Despite all this mayhem, the viewer feels no special sympathy for Dafoe. Having agreed to defend a cokehead gold digger last seen in bed with a bound homicide victim, Dafoe has now clearly abused the attorney-client relationship by allowing Madonna to drip candle wax all over his private parts, and deserves everything he gets. In this sense, the otherwise unwatchable Body of Evidence can be interpreted as a searing indictment of our putrescent judicial system, rotten to the core with unprincipled attorneys who not only permit their clients to bind them and, what's more, torture them with red-hot candle wax, but who subsequently eat their clients out in a public parking lot directly below the corridors of justice--in clear contravention of every ethical stricture known to the profession. Perry Mason, whatever his other faults, never ate out his clients in public parking lots. And neither did Clarence Darrow.

Bondage is much on the minds of moviemakers and the viewing public these days. The enormously popular Basic Instinct opens with a scene in which a bound man is ice-picked to death by the attractive but unpredictable Sharon Stone. The most repugnant scene in the spectacularly odious Cape Fear allows Robert De Niro and Martin Scorsese to fuse bondage and cannibalism in a vignette that says a lot about the current mindset of the average American, but probably says even more about the current mind-set of Robert De Niro and Martin Scorsese. Bondage is also a central motif in the vastly underrated Annabella Sciorra vehicle Whispers in the Dark, in which the sprightly ingenue turns up bound and gagged in a skintight black dress, with pinioned black high heels in the air, in a memorable pose bound to adorn the walls of better prison cells, psychiatric units and filling stations everywhere for years to come.

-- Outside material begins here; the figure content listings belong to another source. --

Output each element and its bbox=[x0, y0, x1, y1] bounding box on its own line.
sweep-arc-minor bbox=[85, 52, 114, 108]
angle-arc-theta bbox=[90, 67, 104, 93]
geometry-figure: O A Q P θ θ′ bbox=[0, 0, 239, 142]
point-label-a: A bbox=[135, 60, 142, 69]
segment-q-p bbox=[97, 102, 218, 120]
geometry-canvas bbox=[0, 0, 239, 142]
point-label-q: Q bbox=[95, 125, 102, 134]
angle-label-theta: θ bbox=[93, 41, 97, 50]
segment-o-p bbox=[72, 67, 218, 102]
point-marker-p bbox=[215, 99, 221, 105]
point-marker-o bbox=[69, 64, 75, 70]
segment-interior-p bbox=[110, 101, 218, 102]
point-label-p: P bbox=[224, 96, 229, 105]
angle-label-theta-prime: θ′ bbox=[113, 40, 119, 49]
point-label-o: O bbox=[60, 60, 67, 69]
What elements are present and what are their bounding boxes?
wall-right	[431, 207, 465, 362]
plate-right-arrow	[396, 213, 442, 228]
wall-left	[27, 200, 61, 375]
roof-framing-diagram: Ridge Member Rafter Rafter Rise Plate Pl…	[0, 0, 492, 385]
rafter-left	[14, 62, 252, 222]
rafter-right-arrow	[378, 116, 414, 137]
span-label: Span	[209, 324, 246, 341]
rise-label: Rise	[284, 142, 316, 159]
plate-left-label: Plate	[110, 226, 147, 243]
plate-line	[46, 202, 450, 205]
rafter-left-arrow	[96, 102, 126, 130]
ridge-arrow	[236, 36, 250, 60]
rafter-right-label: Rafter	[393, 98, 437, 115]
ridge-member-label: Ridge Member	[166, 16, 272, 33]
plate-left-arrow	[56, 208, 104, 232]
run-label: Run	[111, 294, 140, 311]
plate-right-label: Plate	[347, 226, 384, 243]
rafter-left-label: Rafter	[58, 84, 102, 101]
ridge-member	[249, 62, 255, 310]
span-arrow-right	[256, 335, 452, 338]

Bondage completely dominates Pedro Almodovar's offbeat Tie Me Up! Tie Me Down!, in which a young locksmith, who has spent most of his life in mental institutions, attempts to win the hand of a junkie-turned-B-movie-star by tying her to a bed until she has gotten to know enough about his good points to agree to marriage. Bondage is also a central motif in one of Sean Young's many recent comeback attempts, Love Crimes, in which Sean plays a courageous district attorney who falls in love with a sadomasochistic fetishist and female abuser that she is simultaneously attempting to put away in the slammer. This is what they mean by the phrase forever young.

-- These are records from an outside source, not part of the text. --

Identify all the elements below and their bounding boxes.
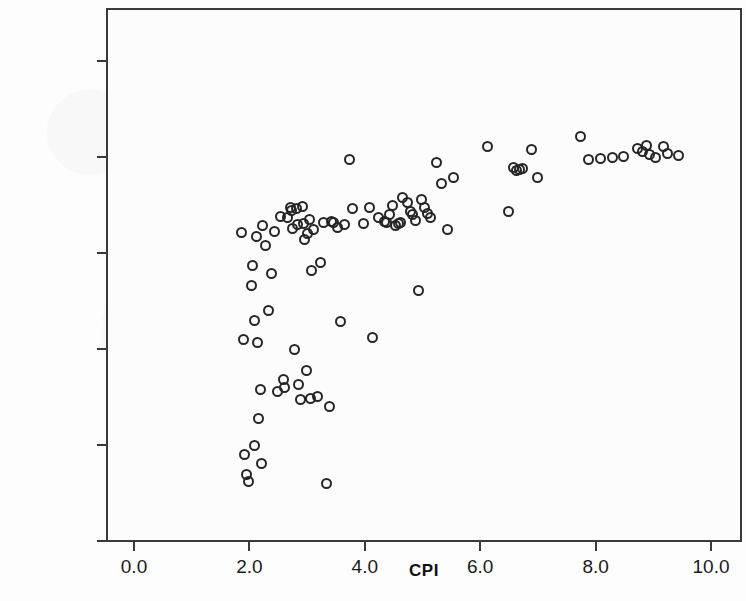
x-tick-label: 0.0: [121, 556, 147, 578]
x-tick-mark: [710, 542, 712, 551]
data-point: [583, 154, 594, 165]
data-point: [301, 365, 312, 376]
data-point: [297, 201, 308, 212]
data-point: [252, 337, 263, 348]
data-point: [335, 316, 346, 327]
data-point: [246, 280, 257, 291]
data-point: [247, 260, 258, 271]
data-point: [395, 217, 406, 228]
x-tick-label: 6.0: [467, 556, 493, 578]
x-tick-label: 8.0: [582, 556, 608, 578]
data-point: [293, 379, 304, 390]
data-point: [324, 401, 335, 412]
data-point: [413, 285, 424, 296]
x-tick-mark: [133, 542, 135, 551]
data-point: [269, 226, 280, 237]
data-point: [251, 231, 262, 242]
data-point: [249, 440, 260, 451]
data-point: [243, 476, 254, 487]
data-point: [410, 215, 421, 226]
data-point: [575, 131, 586, 142]
data-point: [249, 315, 260, 326]
data-point: [315, 257, 326, 268]
x-axis-title: CPI: [409, 561, 439, 581]
data-point: [662, 148, 673, 159]
x-tick-mark: [248, 542, 250, 551]
x-tick-label: 4.0: [352, 556, 378, 578]
data-point: [279, 382, 290, 393]
data-point: [431, 157, 442, 168]
data-point: [358, 218, 369, 229]
data-point: [236, 227, 247, 238]
data-point: [364, 202, 375, 213]
x-tick-label: 2.0: [236, 556, 262, 578]
data-point: [238, 334, 249, 345]
data-point: [344, 154, 355, 165]
data-point: [607, 152, 618, 163]
x-tick-label: 10.0: [693, 556, 730, 578]
x-tick-mark: [595, 542, 597, 551]
data-point: [321, 478, 332, 489]
data-point: [650, 152, 661, 163]
data-point: [289, 344, 300, 355]
data-point: [367, 332, 378, 343]
data-point: [256, 458, 267, 469]
data-point: [532, 172, 543, 183]
data-point: [339, 219, 350, 230]
data-point: [442, 224, 453, 235]
data-point: [526, 144, 537, 155]
x-tick-mark: [364, 542, 366, 551]
data-point: [618, 151, 629, 162]
scatter-plot-figure: Life expectancy at birth, total (years) …: [0, 0, 746, 601]
data-point: [257, 220, 268, 231]
data-point: [255, 384, 266, 395]
data-point: [263, 305, 274, 316]
data-point: [482, 141, 493, 152]
data-point: [436, 178, 447, 189]
data-point: [312, 391, 323, 402]
data-point: [308, 224, 319, 235]
data-point-layer: [108, 10, 740, 540]
data-point: [673, 150, 684, 161]
data-point: [595, 153, 606, 164]
data-point: [517, 163, 528, 174]
data-point: [239, 449, 250, 460]
data-point: [260, 240, 271, 251]
data-point: [503, 206, 514, 217]
data-point: [347, 203, 358, 214]
data-point: [253, 413, 264, 424]
data-point: [425, 212, 436, 223]
data-point: [266, 268, 277, 279]
data-point: [387, 200, 398, 211]
data-point: [448, 172, 459, 183]
plot-area-frame: [106, 8, 742, 542]
x-tick-mark: [479, 542, 481, 551]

Can this explosion of bondage-related cinema be dismissed as a mere blip on the cultural radar screen, as an aberration that reflects nothing more than the lurid fantasies of a few degenerates such as Adrian Lyne, Madonna and whoever directed that Annabella Sciorra movie? No, for to dismiss all this sad celluloidal activity as a mere anomaly, a meaningless oddity that does not resonate beyond the borders of Hollywood, would force me to stop writing this essay right now, and that means that we'd never get to the really good jokes about Charlie Sheen and Liz Taylor. Since it has always been the assumption of this magazine that motion pictures reflect the deepest fears, aspirations and neuroses of the people who go see them, as well as those of the people who make them, we will proceed on the assumption that this avalanche of bondage movies is a subliminal expression of some dark secret that the American people are having trouble articulating. Though it should not come entirely as a surprise that America should go on a bondage jag in the age of Shannen Doherty.

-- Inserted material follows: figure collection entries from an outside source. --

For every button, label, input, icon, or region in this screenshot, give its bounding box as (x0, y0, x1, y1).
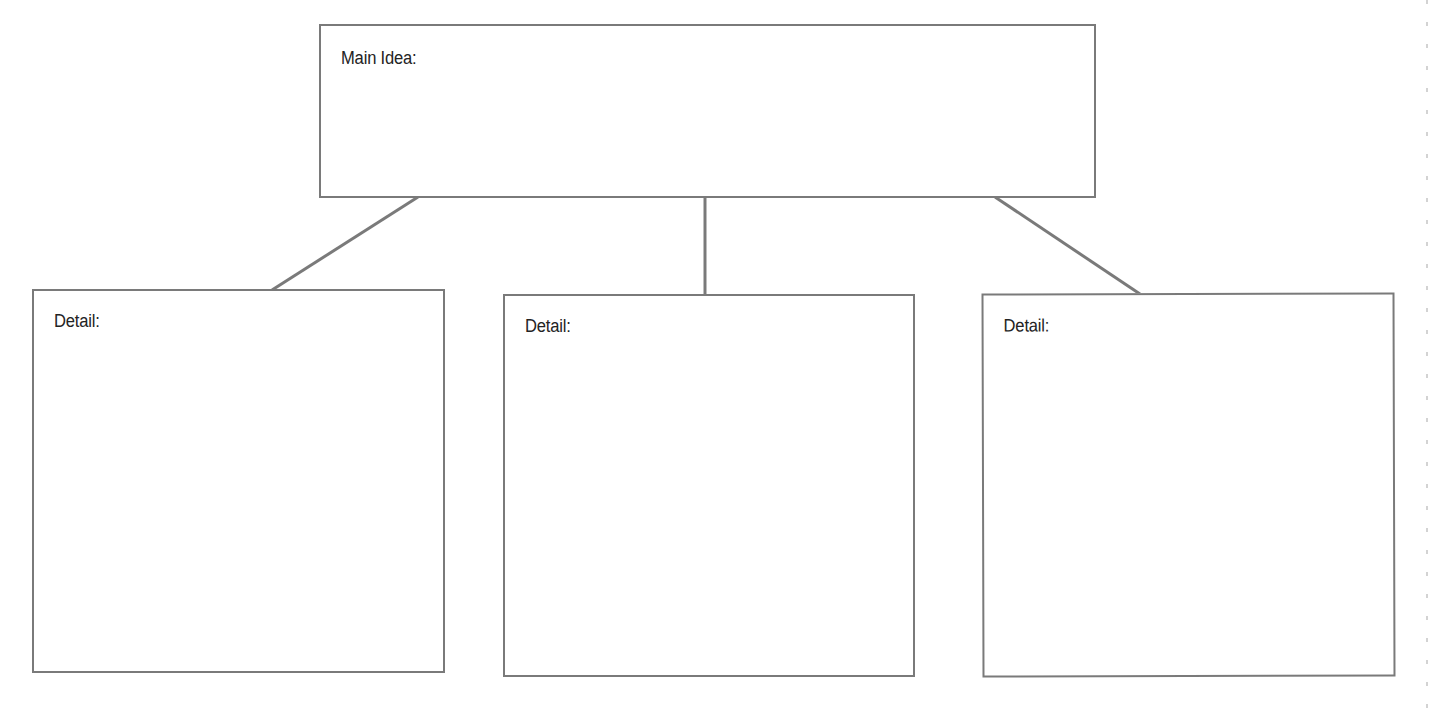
detail-label: Detail: (525, 316, 571, 337)
graphic-organizer-canvas: Main Idea: Detail: Detail: Detail: (0, 0, 1430, 718)
page-edge-dashed-line (1426, 0, 1428, 718)
detail-box-middle[interactable]: Detail: (503, 294, 915, 677)
detail-label: Detail: (54, 311, 100, 332)
main-idea-label: Main Idea: (341, 48, 416, 69)
connector-left (272, 197, 418, 290)
detail-box-right[interactable]: Detail: (981, 292, 1395, 677)
detail-box-left[interactable]: Detail: (32, 289, 445, 673)
connector-right (995, 197, 1140, 294)
detail-label: Detail: (1004, 315, 1050, 336)
main-idea-box[interactable]: Main Idea: (319, 24, 1096, 198)
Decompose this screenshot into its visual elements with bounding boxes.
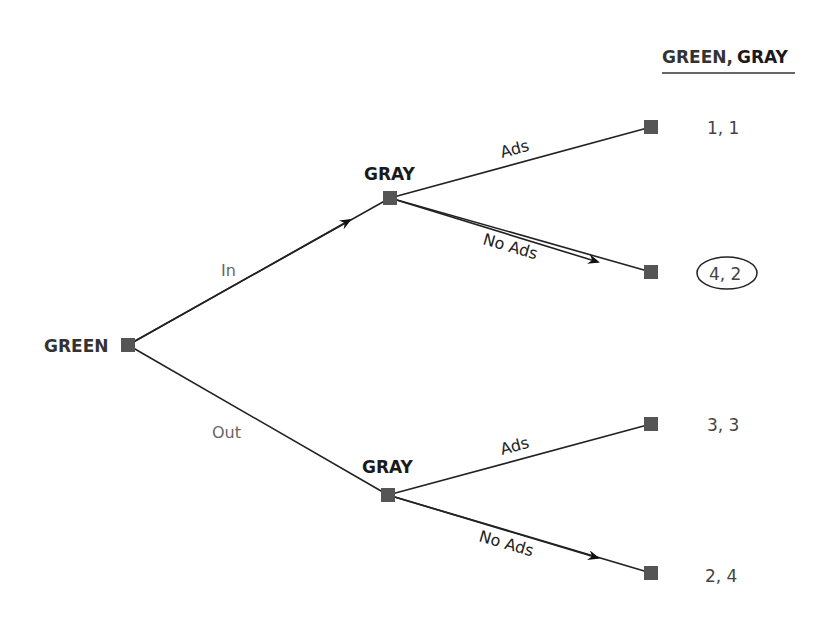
- player-label-root: GREEN: [44, 336, 109, 356]
- node-root: GREEN: [44, 336, 135, 356]
- player-label-lower: GRAY: [362, 457, 414, 477]
- edge-label-in: In: [221, 261, 236, 280]
- header-player2: GRAY: [737, 47, 789, 67]
- game-tree: GREEN, GRAY In Out Ads No Ads Ads No Ads…: [0, 0, 831, 620]
- terminal-node-icon: [644, 265, 658, 279]
- edge-label-lower-ads: Ads: [498, 433, 531, 459]
- payoff-1: 1, 1: [707, 118, 739, 138]
- decision-node-icon: [383, 191, 397, 205]
- edge-label-upper-ads: Ads: [498, 136, 531, 162]
- payoff-4: 2, 4: [705, 566, 737, 586]
- node-lower-gray: GRAY: [362, 457, 414, 502]
- decision-node-icon: [381, 488, 395, 502]
- terminal-node-icon: [644, 120, 658, 134]
- decision-node-icon: [121, 338, 135, 352]
- edge-upper-no-ads: [390, 198, 651, 272]
- edge-out: [128, 345, 388, 495]
- terminal-node-icon: [644, 417, 658, 431]
- edge-label-lower-no-ads: No Ads: [477, 527, 536, 561]
- header-player1: GREEN,: [662, 47, 733, 67]
- payoff-header: GREEN, GRAY: [662, 47, 795, 73]
- player-label-upper: GRAY: [364, 164, 416, 184]
- terminal-node-icon: [644, 566, 658, 580]
- arrow-upper-no-ads-icon: [390, 198, 598, 262]
- payoff-3: 3, 3: [707, 415, 739, 435]
- payoff-2: 4, 2: [709, 264, 741, 284]
- edge-label-out: Out: [212, 423, 241, 442]
- arrow-in-icon: [128, 220, 350, 345]
- node-upper-gray: GRAY: [364, 164, 416, 205]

To be perfectly honest, this whole S&M thing has been building for some time. Tying people up with lassos and whatnot has always been a staple of cowboy movies and private-eye flicks, but the idea of depicting sexually-oriented bondage in a graphic way did not really get going until Myra Breckinridge was released in 1970. This is the much-discussed-then, though largely-forgotten-now, film in which Raquel Welch, an appealing transsexual, straps down a young actor named Roger Herren and impales him with a dildo. Needless to say, America was so put off by the idea of a dildo-toting Welch (before Myra takes over from Myron, the Breckinridge character was played by the somewhat less muscular film critic Rex Reed) that it never allowed Herren to appear in another film, and banished Welch to James Coco and Burt Reynolds movies forever. Rex Reed, of course, went back to being Rex Reed, seeing that he was so good at it.

Bondage then went completely underground, and did not resurface in any meaningful way until 1980, when Al Pacino got trussed and spread-eagled in the incredibly depressing, ultra-homophobic thriller Cruising. This movie, produced by a man named Jerry, is basically one long, public-service announcement: Never, ever date a man dressed like Heinrich Himmler while the police are out looking for a guy dressed like Martin Borman who recently dismembered several other guys who look remarkably like you. And if you must date other men who dress like the lead singer from Judas Priest or Lou Reed on a bad night, always check their belts for carving knives before getting into bed. You can never be too careful.

In many ways, the last 13 years have been the golden age of cinema bondage, and this had a lot to do with Ronald Reagan. Look at it this way: in an era of unprecedented financial profligacy, many Americans secretly yearned for a return to a policy of fiscal restraint. This ineffable desire for clearly defined limits manifested itself in the recurring image of Clint Eastwood--an obvious Ronald Reagan metaphor--being tied up and forced to have sex with people like Sonia Braga, an exotic, gun-toting Latina who herself serves as a metaphor for Reagan's catastrophic meddling in Central American affairs (even though she and Raul Julia were actually cast as Germans in the film The Rookie). Moreover, the fact that Braga would turn on an overhead camera and make a videotape of herself screwing the tightly bound Eastwood/Reagan reflects the voyeuristic element of the 1980s and the idiotic yuppie desire to capture every event--a child's birth, a seven-year-old's first soccer game, your mentor's first blow job--on videotape. Thus, in Clint Eastwood's videotaped sadomasochistic adventures with Sonia Braga, one can detect such resonating '80s themes as the war on the Sandinistas, the explosion of the VCR industry, the rise of MTV, the passivity of Republican males in the face of a moral onslaught from disenfranchised women from south of the border, and, of course, the American public's burgeoning interest in being tied to an armchair and fucked by a woman brandishing a razor blade.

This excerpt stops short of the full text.